Pope's condition stabalises, will remain in hospital
Pope John Paul’s condition stabilised today after he was rushed to hospital with breathing trouble, but the flu-stricken pontiff will spend several more days at the clinic, the Vatican said.
From Poland to the Philippines, believers prayed for his recovery.
Tests showed the 84-year-old Pope’s heart and respiration were normal, and he got several hours’ rest after being taken by ambulance to the hospital last night, said his spokesman Joaquin Navarro-Valls.
But he said John Paul was running a slight fever and would spend “a few more days” for treatment of respiratory problems at Rome’s Gemelli Polyclinic.
“There is no cause for alarm,” Navarro-Valls said.
In Rome, in John Paul’s native Poland and around the world, Roman Catholics paused to pray for the Pope. Rome’s chief rabbi, Riccarco Di Segni, said he offered prayers for a quick recovery.
“I wish the Holy Father good health,” said Maria Pasnik, 46, a housewife in the pope’s home town of Wadowice. “I know the situation has improved and I pray that we can see or hear him again.”
“Let’s all join the rest of the nation and the rest of Christendom in praying for the recovery of the Holy Father,” said Ignacio Bunye, spokesman for President Gloria Macapagal Arroyo of the Philippines, one of the 129 countries John Paul has visited in his 26 year papacy.
The Pope has Parkinson’s disease, and Cardinal Javier Lozano Barragan, the Vatican’s top health official, said the slumping pontiff’s inability to hold his back up straight has left his lungs and diaphragm in a crushed position.
Navarro-Valls insisted the Pope had never lost consciousness and that he did not need a tracheotomy to insert a tube into his windpipe to help him breathe. He said John Paul participated from his hospital bed in a Mass celebrated by his secretary in the room.
Navarro-Valls characterised the hurried admission to a special papal suite on the tenth floor of the hospital as “mainly precautionary”. Trying to appear reassuring, Navarro-Valls even joked at one point that John Paul was taken by ambulance to the hospital because “the subway doesn’t go that far”.
Navarro-Valls, who has a medical degree, said earlier that the Pope has the flu and acute laryngeal tracheitis – inflammation of the windpipe – and had a “certain difficulty in breathing”.
He denied Italian news reports that John Paul had a CAT scan at the hospital and that he was taken to intensive care.
In a separate statement, the Vatican said the Pope also had experienced a “larynx spasm crisis”.
The spasms likely were a complication from the respiratory illness the pope has had. Experts said it was possible his Parkinson’s disease, which makes muscle control difficult, made it harder for him to breathe.
The first sign of the frail Pope’s illness came on Sunday, when he kept clearing his throat during a 20-minute appearance at his studio window, thrown wide open on one of Rome’s most bone-chilling days in years so he could release a pair of doves symbolising peace into St Peter’s Square.
The flu has been sweeping through Italy since December, and the Rome region has been among the hardest-hit. The Vatican declined to say whether the pontiff had a flu jab.
The Vatican cancelled the Pope’s general audience today along with other papal engagements, but pilgrims in Rome paused to remember John Paul in his hour of need.
“After we got the news we added a special prayer during our morning Mass,” said Bishop Szczepan Wesoly, who presided at the service at the Polish church near Piazza Venezia in the centre of the city attended by Polish nuns in black habits.
Security arrangements were among the tightest in memory at the hospital, a Roman Catholic teaching institution about 2.5 miles from the Vatican. The Pope has stayed there about half a dozen times, starting in 1981 when he was critically injured in an assassination attempt in St Peter’s Square.
The shutters on the windows of the Pope’s hospital suite were open just a crack.
When he was elected pontiff in 1978, John Paul was a robust 58-year-old with an athlete’s physique who was serving as Archbishop of Krakow in his native Poland, where he played soccer, skied and kayaked as a youth. Less than three years later, in May 1981, he suffered his first health crisis when he was shot by a Turkish gunman in the square.
Other serious medical problems requiring hospital treatment included a bowel tumour, described by doctors as benign and removed in 1992, intestinal problems which led to the 1996 removal of his appendix and a 1994 broken thigh bone, fractured in a fall in his bathroom.
The hospital suite includes a chapel, a kitchen and sleeping quarters for his long-time personal aide, Polish Bishop Stanislaw Dziwisz.
John Paul has been a patient so often at Gemelli that the hospital has been dubbed by the Italian press The Third Vatican after the seat of the Holy See on St. Peter’s Square and the pope’s summer residence in the town of Castel Gandolfo.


About this exercise:
Copy every line from the one that holds "Identify the location of span: Promote" to the end of the records below, exactly and with nothing else, but without any pictures.

Data for processing:
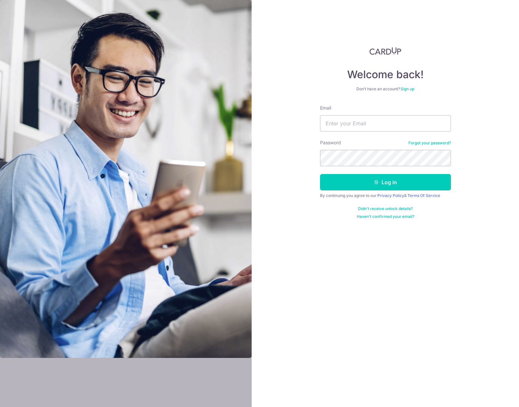 This screenshot has height=407, width=519. Describe the element at coordinates (385, 209) in the screenshot. I see `a: Didn't receive unlock details?` at that location.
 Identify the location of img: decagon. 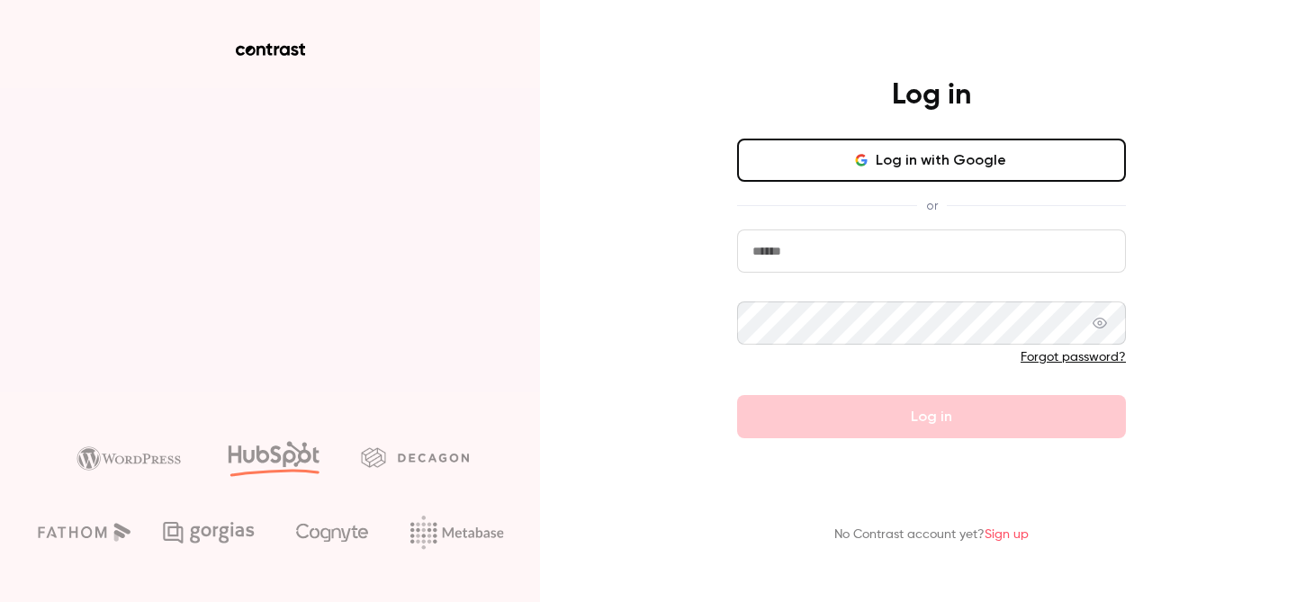
(415, 457).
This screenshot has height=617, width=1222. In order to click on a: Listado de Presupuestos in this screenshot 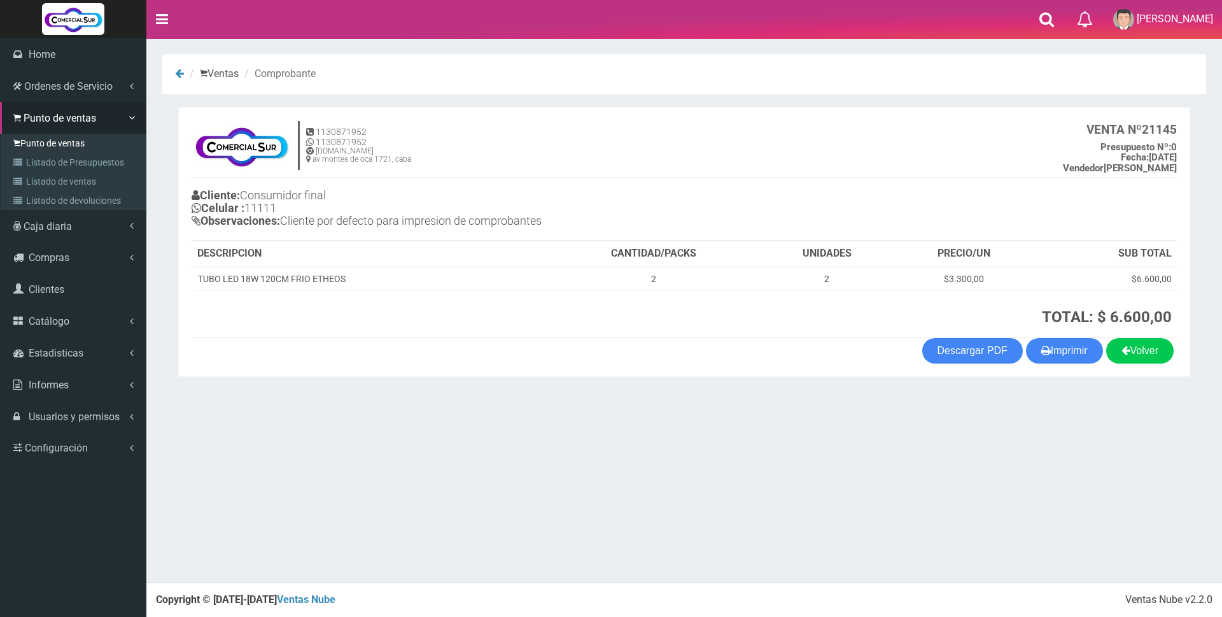, I will do `click(74, 162)`.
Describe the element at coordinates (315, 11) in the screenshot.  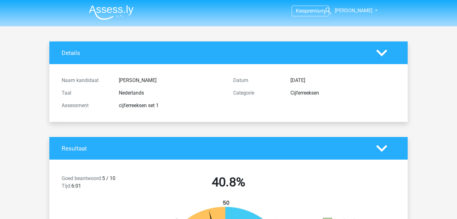
I see `span: premium` at that location.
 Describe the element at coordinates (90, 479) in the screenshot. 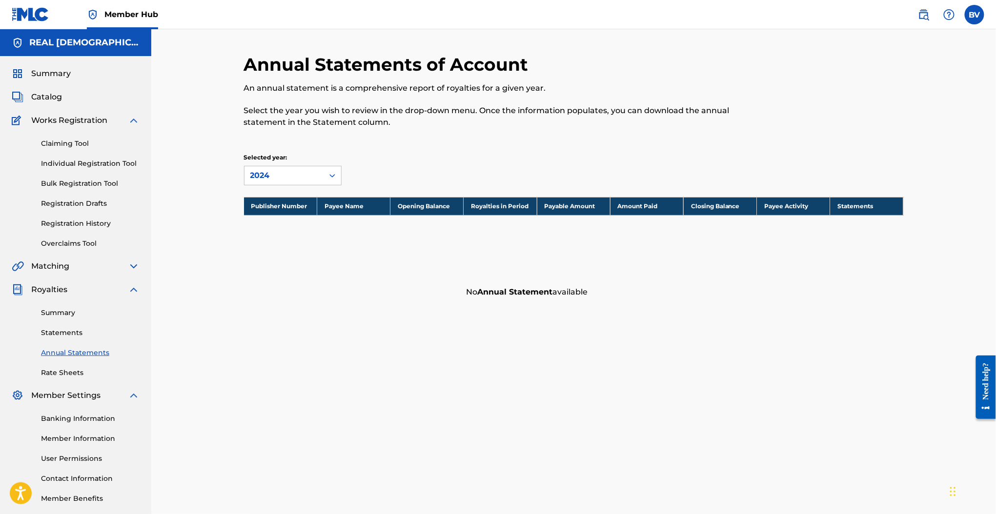

I see `a: Contact Information` at that location.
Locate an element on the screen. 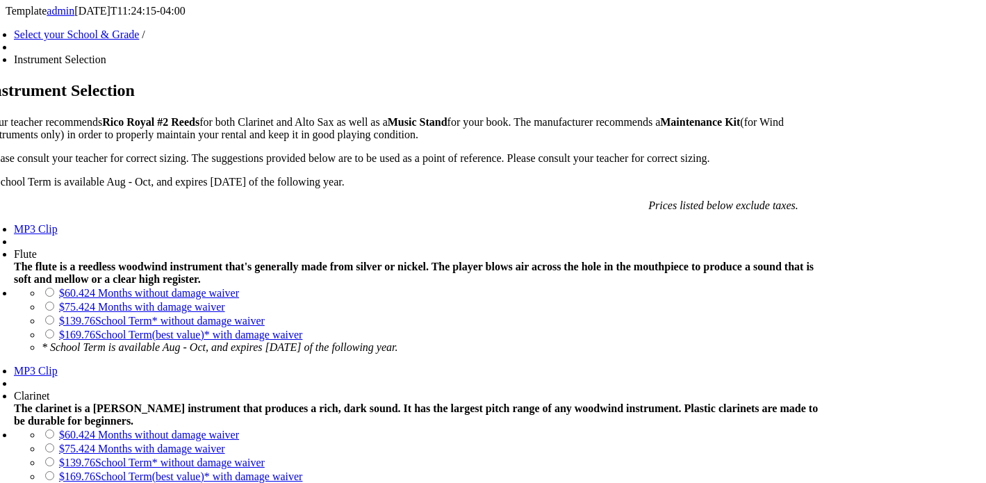 The image size is (986, 483). a: admin is located at coordinates (60, 10).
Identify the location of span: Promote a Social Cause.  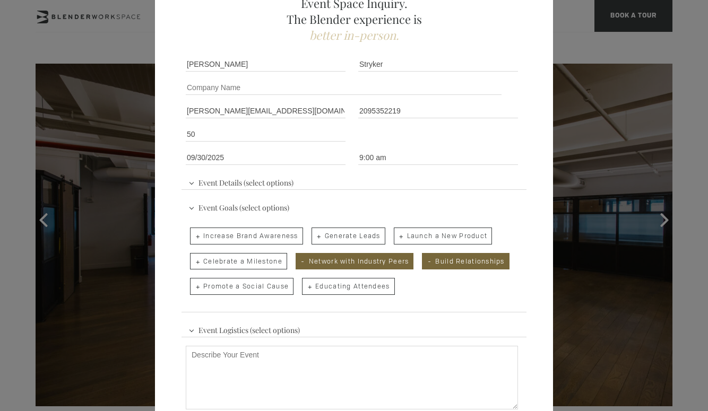
(241, 286).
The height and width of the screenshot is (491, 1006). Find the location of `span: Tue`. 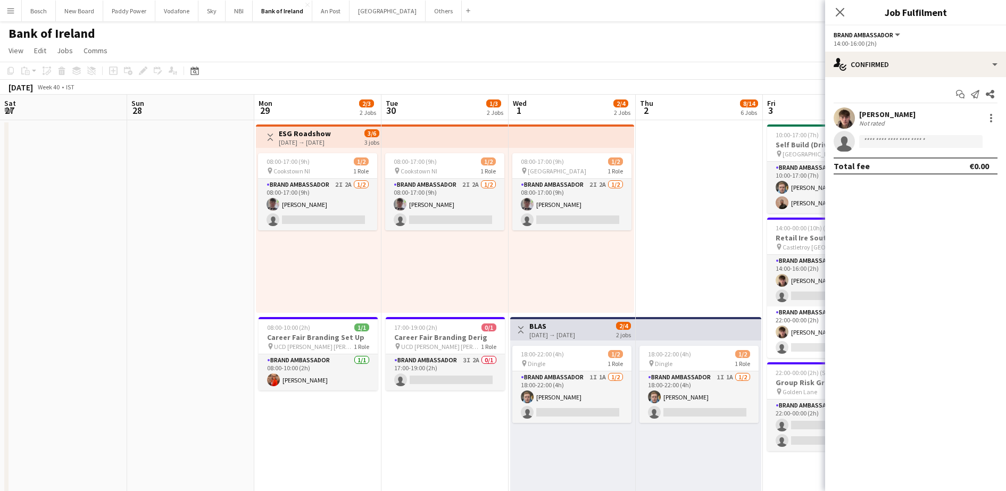

span: Tue is located at coordinates (391, 103).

Response to this exercise:
Identify the location of span: Promote a Social Cause.  
(241, 286).
The height and width of the screenshot is (491, 1006). Find the location of `span: Tue`. 

span: Tue is located at coordinates (391, 103).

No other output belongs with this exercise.